Whatever adversity you are going through, give God the water of your present tears. Trust him to turn them into new wine when the time comes. Ask God to turn the deep pit you are in into a deep well you can draw from later. Surrender to the breaking down of your old wineskin as he tenderizes your soul and refashions you further into his image and likeness. Resign yourself to not needing to understand all things at this present time. Rest in God’s ability to usurp, overrule and exploit every intended evil against you, every heart-breaking disappointment and every tragic accident into your eventual and enduring good (Rom. 8:28).

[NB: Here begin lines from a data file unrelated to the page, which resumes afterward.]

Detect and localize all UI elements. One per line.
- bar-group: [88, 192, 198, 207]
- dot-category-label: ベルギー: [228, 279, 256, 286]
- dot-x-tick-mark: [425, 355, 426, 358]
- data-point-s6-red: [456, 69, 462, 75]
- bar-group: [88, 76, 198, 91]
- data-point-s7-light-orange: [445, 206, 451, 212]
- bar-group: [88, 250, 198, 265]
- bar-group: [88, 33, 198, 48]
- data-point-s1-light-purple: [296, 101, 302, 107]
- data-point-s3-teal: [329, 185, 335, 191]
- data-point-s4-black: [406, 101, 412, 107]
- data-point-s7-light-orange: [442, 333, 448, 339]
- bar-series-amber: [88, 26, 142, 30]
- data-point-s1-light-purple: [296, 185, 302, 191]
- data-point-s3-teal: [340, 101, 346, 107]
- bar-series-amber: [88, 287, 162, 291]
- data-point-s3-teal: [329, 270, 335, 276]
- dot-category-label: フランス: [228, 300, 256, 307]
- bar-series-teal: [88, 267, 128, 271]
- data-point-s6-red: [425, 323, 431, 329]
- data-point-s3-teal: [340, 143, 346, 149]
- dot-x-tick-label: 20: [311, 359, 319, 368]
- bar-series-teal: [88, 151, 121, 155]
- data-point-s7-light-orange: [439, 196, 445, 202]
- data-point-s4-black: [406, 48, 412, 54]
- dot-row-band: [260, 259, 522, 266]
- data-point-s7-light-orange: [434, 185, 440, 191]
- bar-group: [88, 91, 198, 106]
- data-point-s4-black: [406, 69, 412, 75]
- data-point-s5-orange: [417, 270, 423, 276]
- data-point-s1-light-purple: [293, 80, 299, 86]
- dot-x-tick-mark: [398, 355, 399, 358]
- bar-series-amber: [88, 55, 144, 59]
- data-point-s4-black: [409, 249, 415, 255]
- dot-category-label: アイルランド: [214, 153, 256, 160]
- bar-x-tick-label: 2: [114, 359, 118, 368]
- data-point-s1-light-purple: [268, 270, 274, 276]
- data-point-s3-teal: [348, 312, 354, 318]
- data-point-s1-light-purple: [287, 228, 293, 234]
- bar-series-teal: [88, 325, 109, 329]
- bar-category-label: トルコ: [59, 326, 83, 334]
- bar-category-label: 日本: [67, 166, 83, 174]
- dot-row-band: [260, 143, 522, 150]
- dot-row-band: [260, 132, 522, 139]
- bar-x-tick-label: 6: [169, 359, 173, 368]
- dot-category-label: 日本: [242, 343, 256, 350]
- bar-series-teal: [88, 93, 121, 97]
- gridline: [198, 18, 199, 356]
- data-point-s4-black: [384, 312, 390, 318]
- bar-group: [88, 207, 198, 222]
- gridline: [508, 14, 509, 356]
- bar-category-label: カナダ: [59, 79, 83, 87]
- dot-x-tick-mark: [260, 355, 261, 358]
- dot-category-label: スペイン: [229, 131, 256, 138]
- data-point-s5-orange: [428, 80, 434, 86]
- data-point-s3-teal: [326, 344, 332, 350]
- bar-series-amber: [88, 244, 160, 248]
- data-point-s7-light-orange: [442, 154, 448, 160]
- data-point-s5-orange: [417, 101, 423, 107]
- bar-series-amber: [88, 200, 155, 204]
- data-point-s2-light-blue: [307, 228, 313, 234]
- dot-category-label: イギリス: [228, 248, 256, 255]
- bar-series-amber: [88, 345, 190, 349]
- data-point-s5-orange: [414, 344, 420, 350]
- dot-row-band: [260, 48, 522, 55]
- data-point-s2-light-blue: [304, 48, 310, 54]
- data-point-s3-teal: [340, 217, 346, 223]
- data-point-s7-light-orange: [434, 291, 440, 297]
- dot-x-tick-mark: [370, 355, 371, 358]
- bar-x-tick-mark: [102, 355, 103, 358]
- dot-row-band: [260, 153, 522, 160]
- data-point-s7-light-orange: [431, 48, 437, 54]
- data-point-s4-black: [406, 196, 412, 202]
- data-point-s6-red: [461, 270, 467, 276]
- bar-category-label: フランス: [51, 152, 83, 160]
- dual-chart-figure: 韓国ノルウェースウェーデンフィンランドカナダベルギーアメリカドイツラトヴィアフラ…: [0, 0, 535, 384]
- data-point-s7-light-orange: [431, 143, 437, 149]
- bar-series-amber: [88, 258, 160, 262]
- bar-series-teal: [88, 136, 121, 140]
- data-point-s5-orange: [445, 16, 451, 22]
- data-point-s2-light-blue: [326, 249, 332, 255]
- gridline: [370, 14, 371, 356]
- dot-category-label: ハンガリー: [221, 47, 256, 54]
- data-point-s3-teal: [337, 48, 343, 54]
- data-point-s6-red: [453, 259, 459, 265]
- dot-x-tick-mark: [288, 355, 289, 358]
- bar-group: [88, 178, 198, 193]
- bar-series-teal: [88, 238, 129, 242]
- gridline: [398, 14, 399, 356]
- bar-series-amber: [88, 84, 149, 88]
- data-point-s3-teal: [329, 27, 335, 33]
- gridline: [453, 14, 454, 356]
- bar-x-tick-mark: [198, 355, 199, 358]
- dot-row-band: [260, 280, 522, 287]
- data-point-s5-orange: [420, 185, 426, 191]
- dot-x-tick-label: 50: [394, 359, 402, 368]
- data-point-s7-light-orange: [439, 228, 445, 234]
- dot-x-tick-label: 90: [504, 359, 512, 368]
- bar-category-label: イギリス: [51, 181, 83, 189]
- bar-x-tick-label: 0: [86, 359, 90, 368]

If you do not know where to begin, simply say, “God I still love you.” Your Savior will never ask of you anything less or anything more.

 

About StriderMTB

Hi, I'm Matt. "Strider" from Lord of the Rings is my favorite literary character of all time and for various reasons I write under the pseudonym "StriderMTB. As my blog suggests I seek to live out both the excitement and tension of a Christian walk with Christ in the 3rd world context of Asia. I started my blog as an unmarried man who was blessed to oversee an orphanage of amazing children in South-East Asia. As of 2022, I am a happily married man to an amazing missionary wife serving together on the mission field. I hate lima beans and love to pour milk over my ice-cream. I try to stay active in both reading and writing and this blog is a smattering of my many thoughts. I see the Kingdom of God as Jesus preached it and lived to be the only hope for a broken world and an apathetic church.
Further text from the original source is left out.